Woah... You're definately more suited to RedHat.
Nothing in your listing is anything FreeBSD even considers preloading. In BSD, it is your responsibility to install anything beyond the bare necessities.
Realize: Yes, very high-end companies choose both operating systems, but for different reasons. FreeBSD is generally chosen BECAUSE it has hardly any preloaded features. It's very powerful, but is aimed towards modders who like to build their systems themselves from the ground up. It's not aimed towards and not for the average desktop user, but for the type of people who would rather build their own servers and save money by not installing the monitor. Portage, the BSD package managing system (if I'm correct) is a wonderful tool, but never really has the latest packages. Also, and perhaps most importantly, there are virtually no games for BSD (other than simple strategy players). BSD is not Linux, it uses a completely different kernel, is distributed under a completely different license, and cannot run your complex Linux-only apps (although there is a very well-developed system for running simpler Linux binaries). Also, because it is completely free (hence the title), it cannot legally contain proprietary commercial audio and video codecs -- hence no internet-retrieved music (for the most part) and no movies.
Woah... You're definately more suited to RedHat.
Nothing in your listing is anything FreeBSD even considers preloading. In BSD, it is your responsibility to install anything beyond the bare necessities.
IN addition to what peter said, Freebsd has lots of problems of supporting hardwars, which can be easy configured with redhat or suse or even major linux distributions
Portage, the BSD package managing system (if I'm correct) is a wonderful tool, but never really has the latest packages.
Portage is for Gentoo Linux. FreeBSD has several packaging tools, ports being one of the most common. Ports does have the latest and greatest packages.

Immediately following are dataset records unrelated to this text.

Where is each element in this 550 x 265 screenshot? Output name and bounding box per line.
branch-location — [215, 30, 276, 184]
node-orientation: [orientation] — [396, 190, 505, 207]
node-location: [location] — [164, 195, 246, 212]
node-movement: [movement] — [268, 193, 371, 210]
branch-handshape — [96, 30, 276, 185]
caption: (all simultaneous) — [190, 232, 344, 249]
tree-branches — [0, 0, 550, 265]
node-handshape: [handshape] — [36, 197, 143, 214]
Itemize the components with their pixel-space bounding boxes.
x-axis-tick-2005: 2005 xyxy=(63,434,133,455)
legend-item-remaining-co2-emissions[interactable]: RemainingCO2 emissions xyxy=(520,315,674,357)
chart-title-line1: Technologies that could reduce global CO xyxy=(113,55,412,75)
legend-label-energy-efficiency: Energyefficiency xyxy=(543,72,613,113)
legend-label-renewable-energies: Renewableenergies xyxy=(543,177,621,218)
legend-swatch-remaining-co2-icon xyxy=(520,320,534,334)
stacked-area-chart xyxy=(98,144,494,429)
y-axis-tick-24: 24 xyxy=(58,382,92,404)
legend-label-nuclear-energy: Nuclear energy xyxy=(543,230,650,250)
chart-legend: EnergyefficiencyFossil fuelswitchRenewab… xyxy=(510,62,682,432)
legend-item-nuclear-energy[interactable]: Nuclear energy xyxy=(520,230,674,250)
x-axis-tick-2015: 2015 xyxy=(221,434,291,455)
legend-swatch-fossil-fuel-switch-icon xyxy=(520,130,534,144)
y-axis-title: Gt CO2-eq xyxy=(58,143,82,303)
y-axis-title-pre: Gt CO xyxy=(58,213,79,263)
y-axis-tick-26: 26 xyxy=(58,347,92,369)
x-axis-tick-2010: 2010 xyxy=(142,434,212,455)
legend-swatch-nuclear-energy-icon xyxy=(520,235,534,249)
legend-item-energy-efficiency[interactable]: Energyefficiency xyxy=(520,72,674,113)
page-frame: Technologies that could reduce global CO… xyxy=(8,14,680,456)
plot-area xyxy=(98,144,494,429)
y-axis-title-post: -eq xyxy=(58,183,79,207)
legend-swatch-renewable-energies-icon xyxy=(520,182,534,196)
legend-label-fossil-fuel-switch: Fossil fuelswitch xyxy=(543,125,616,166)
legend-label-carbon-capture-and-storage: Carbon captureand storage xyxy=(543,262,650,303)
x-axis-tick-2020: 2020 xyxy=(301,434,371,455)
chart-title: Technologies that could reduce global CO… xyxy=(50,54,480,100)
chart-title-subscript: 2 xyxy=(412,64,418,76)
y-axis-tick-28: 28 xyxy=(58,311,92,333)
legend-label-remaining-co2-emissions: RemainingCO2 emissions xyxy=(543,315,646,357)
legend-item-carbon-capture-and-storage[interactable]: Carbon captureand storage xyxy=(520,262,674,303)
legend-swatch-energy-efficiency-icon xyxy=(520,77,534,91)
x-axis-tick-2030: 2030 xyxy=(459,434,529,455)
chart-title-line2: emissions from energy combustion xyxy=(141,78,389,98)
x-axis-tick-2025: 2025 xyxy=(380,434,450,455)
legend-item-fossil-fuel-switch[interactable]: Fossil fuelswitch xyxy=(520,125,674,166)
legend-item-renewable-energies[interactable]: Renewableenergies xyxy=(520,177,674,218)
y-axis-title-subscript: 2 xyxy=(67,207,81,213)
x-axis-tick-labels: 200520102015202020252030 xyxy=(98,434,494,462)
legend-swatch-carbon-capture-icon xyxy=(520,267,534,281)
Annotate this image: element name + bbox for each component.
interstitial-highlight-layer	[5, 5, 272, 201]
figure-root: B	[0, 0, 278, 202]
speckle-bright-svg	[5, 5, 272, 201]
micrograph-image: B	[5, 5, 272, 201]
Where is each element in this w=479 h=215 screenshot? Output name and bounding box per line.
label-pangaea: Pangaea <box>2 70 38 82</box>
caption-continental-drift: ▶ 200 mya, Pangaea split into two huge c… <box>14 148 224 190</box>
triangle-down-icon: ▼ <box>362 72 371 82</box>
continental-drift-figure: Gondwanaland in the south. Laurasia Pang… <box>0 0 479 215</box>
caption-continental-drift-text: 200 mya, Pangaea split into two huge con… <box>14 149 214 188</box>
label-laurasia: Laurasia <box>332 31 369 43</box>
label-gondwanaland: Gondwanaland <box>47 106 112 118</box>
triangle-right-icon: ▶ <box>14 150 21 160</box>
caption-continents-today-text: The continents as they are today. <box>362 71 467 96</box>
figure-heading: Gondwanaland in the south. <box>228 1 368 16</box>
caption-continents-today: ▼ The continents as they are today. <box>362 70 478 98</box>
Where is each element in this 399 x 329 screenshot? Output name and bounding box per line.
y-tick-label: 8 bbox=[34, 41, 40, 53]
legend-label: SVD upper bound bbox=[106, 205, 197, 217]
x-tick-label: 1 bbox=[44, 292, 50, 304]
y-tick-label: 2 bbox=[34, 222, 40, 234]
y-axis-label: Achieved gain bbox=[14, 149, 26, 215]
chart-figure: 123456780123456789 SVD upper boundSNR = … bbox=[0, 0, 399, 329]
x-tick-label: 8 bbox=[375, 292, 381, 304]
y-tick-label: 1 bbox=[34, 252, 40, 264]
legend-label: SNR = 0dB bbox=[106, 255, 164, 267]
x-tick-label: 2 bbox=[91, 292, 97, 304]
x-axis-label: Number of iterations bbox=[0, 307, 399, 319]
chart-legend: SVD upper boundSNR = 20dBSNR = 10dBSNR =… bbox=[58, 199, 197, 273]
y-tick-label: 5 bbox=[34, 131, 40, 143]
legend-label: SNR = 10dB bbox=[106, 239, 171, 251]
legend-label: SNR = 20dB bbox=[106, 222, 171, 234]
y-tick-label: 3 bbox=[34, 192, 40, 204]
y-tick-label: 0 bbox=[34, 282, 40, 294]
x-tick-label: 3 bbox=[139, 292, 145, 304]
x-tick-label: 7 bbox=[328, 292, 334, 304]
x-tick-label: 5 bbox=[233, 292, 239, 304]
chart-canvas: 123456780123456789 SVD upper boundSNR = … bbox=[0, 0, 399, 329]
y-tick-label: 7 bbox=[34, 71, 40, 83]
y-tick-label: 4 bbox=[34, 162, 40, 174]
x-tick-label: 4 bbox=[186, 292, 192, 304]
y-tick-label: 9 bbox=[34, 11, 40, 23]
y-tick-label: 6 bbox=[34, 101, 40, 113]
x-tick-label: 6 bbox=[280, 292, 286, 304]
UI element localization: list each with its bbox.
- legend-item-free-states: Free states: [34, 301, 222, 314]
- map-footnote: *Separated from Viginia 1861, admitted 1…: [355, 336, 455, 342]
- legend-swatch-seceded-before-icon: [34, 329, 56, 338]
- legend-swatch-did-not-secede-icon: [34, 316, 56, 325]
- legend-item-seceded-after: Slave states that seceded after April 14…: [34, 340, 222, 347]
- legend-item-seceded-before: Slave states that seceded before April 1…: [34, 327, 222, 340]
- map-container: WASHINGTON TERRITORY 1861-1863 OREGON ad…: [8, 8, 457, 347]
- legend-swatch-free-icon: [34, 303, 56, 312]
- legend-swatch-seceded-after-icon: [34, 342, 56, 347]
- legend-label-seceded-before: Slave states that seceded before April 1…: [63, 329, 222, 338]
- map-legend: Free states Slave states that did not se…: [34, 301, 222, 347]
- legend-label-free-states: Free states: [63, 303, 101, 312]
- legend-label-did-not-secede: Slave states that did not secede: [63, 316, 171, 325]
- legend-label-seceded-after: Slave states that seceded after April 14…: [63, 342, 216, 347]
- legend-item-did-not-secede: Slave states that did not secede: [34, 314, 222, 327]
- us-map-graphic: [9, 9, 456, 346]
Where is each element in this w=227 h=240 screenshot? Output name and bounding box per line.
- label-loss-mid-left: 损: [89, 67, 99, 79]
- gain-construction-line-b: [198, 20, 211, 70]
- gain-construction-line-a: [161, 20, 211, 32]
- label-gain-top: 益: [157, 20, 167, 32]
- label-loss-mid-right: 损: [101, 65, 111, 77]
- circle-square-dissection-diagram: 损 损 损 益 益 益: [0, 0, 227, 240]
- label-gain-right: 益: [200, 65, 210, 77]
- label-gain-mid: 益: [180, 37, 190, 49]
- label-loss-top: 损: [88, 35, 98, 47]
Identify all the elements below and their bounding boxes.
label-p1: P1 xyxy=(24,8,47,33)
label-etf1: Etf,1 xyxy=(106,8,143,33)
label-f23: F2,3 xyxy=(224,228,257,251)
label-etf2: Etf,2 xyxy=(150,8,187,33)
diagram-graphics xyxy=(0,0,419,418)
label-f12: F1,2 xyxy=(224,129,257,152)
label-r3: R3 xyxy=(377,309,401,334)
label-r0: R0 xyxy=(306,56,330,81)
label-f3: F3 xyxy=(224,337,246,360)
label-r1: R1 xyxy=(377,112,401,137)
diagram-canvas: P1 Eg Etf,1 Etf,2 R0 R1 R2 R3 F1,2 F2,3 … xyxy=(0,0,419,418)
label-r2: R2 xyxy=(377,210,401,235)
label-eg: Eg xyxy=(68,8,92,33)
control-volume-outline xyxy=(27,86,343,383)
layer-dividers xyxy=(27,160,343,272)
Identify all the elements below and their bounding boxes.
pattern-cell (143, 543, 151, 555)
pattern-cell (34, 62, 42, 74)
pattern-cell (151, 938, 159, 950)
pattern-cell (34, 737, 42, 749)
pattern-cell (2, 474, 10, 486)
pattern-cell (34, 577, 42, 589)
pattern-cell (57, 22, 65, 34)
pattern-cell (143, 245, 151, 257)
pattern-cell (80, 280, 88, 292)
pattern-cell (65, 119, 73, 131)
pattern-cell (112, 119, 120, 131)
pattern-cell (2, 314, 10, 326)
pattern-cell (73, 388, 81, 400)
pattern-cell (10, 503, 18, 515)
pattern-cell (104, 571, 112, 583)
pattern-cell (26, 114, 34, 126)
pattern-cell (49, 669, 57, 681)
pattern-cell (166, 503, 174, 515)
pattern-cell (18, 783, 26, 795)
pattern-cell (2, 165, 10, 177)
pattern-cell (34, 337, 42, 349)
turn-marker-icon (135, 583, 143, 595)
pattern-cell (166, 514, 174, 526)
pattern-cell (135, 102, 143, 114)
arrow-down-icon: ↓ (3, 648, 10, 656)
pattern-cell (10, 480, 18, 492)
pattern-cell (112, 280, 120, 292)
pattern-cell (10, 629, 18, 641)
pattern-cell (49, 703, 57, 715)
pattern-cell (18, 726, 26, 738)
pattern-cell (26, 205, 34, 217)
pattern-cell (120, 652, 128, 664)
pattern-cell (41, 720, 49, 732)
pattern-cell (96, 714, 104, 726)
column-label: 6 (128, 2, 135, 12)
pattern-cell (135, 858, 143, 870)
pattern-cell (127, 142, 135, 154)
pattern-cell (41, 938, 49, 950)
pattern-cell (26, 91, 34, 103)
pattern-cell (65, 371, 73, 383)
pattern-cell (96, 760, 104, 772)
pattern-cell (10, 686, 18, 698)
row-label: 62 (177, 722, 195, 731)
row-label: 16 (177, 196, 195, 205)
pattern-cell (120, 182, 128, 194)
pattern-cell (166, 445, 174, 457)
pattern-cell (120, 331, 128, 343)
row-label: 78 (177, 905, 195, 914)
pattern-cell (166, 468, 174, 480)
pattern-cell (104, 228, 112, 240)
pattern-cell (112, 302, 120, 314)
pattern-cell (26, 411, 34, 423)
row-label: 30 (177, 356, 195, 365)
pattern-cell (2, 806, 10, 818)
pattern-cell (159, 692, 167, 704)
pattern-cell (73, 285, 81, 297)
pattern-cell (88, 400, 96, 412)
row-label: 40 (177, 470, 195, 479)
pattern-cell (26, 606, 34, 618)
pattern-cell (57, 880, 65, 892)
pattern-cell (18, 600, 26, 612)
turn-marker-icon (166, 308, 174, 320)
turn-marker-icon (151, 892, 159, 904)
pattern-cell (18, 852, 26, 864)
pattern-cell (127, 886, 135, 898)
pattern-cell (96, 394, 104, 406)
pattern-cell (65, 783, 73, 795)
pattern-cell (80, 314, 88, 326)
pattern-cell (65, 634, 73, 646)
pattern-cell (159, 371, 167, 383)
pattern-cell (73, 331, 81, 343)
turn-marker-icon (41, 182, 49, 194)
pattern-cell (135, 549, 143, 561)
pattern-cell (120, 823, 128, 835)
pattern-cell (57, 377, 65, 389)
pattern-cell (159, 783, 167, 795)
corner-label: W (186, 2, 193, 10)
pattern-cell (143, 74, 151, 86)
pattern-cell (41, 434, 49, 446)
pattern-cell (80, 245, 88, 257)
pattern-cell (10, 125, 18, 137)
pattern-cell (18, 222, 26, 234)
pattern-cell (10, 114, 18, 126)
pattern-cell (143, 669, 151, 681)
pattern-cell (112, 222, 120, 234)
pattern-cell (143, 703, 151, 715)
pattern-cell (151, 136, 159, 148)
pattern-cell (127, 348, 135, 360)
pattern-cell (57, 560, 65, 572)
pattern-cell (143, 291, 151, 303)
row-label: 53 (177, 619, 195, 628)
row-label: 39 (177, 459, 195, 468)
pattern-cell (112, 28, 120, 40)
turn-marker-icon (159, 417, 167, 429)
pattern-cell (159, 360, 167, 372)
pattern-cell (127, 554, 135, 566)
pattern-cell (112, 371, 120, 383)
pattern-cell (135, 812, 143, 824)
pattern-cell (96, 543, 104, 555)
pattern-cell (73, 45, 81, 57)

You can configure your system to use these if you wish, but if you have installed FreeBSD on a server, its not necessarry to have the latest and greatest.
Quote:
Also, because it is completely free (hence the title), it cannot legally contain proprietary commercial audio and video codecs -- hence no internet-retrieved music (for the most part) and no movies.
Multimedia packages can easily be installed via ports (usually the process is even easier than trying to get multimedia working on some linux distros). Packages like Xine, libdvdcss, win32 codecs etc are all available in the ports collection.
The best way to find out which is best is probably to try them both and then stick with the one that you think suites your needs.
Now I know it hasn't been around that long (relatively) and is still in a early version (1.0) right now, but if you want a BSD system to do the sorts of things you want- server/client, watch movies etc- PC-BSD may be worth a look. It's based on FreeBSD, but it's got a desktop environment (KDE) preinstalled, and it's own package manager style of thing in addition to ports etc. So if you did want to escape having to install a mass of software you wanted, this might be a good choice too, if you're looking at a BSD vs. RH.
As for the actual usefulness of PC-BSD on a production system, I'm afraid I cannot comment, having only used it for a short time (and installed on a VM to boot...), but if you're still trying to decide what OS(es) to install, I guess you probably have little to loose by experimenting, unless time is tight.
You can install FreeBSD on Apple's PPC and PPC64 hardware, but Mac OS X is not the same as FreeBSD. Mac OS X uses Darwin (a derivitive of the Mach microkernel) as its base. Much of the userland is based off of FreeBSD, but they're not the same OS. There was a thread about this some time ago in the Ohter *nix forum which you might want to look at.